TCA: PBS Still Testing Commercial Breaks During Programs

Los Angeles -- PBS is still in the midst of testing
commercial breaks during its programs and has not yet decided on the best way
to break out messages, PBS President and CEO Paula Kerger said at the
Television Critics Association summer press tour here Saturday.

The public broadcaster made waves in the TV industry when it
announced in late May that it would be adding commercials during shows starting
this fall in an effort to bridge the gap in viewers from program to program. While
PBS currently put all of its sponsor messages at the end of a program, letting
the content run uninterrupted, it said in May it wanted to study other ways to
break up the messages to keep viewers from fleeing at the end of a show.

"We decided that the way to try to figure that out is we
would actually do some testing, so we're in the midst of that now," Kerger told
the audience of television critics here Saturday. She said PBS has done dial
testing at a Nielsen facility in Las Vegas and is in the process of getting
opinions of its stakeholders on different commercial formats.

"We wouldn't make a change like this without properly
vetting all that out," Kerger said. "I can't tell you where it will end up.
We're going to look at it carefully and hopefully out of all this research
we'll at least be better informed, even if we made no other change" than
changing the way it runs messages within a singular break as it does now.

Kerger also addressed questions on the need of public
broadcasting now that cable channels originally developed to showcase arts,
history and science programming (like A&E, Bravo, Discovery and History)
are increasing packing their schedules with ratings-driven reality series.

"There is a big opportunity for public broadcasting to
expand our work," she acknowledged.

On such expansion is PBS' big fall programming push, the PBS
Fall Arts Festival premiering Oct. 14, which Kerger announced here Saturday
will include short films about seven American cities. Each of the short films was
developed by PBS member stations, which were invited to produce
documentary-style films about unique aspects of their local cultural scenes.

The short films, which run from seven to 15 minutes in
length, will accompany seven of the planned nine Friday night broadcasts of PBS
Fall Arts Festival. The seven local areas showcased are Minnesota, Seattle,
Miami, the Blue Ridge Mountains, Chicago, Cleveland and San Francisco.

PBS also announced Saturday that Andrea Bocelli Live In Central Park will be the final episode of
the PBS Arts Fall Festival on Dec. 2. The broadcast features the acclaimed
tenor in a free concert with the New York Philharmonic to be taped on Sept. 15.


→ Your goal
Write the listing below out again exactly, though only as far as the line with "What do you see at coordinates (356, 11)", which is included.
============================================================
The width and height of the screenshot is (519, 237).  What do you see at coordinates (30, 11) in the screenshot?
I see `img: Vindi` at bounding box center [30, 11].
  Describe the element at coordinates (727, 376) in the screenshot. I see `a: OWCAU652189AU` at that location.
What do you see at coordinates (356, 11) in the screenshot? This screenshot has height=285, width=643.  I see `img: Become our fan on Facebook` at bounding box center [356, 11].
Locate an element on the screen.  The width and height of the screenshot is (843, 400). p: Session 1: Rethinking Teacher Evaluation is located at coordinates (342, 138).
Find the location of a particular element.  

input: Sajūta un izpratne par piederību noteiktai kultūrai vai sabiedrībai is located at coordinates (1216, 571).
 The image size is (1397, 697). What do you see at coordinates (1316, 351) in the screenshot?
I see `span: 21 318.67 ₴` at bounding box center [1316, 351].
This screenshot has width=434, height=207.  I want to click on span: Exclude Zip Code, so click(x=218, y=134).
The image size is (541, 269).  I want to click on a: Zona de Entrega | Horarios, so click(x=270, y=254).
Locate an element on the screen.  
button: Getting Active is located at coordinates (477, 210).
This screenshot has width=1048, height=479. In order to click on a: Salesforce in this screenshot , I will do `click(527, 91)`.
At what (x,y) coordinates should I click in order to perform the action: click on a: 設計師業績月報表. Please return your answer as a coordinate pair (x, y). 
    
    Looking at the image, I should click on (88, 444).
============================================================
→ Exercise solution
The width and height of the screenshot is (519, 237).  What do you see at coordinates (30, 11) in the screenshot?
I see `img: Vindi` at bounding box center [30, 11].
  Describe the element at coordinates (727, 376) in the screenshot. I see `a: OWCAU652189AU` at that location.
What do you see at coordinates (356, 11) in the screenshot? This screenshot has height=285, width=643.  I see `img: Become our fan on Facebook` at bounding box center [356, 11].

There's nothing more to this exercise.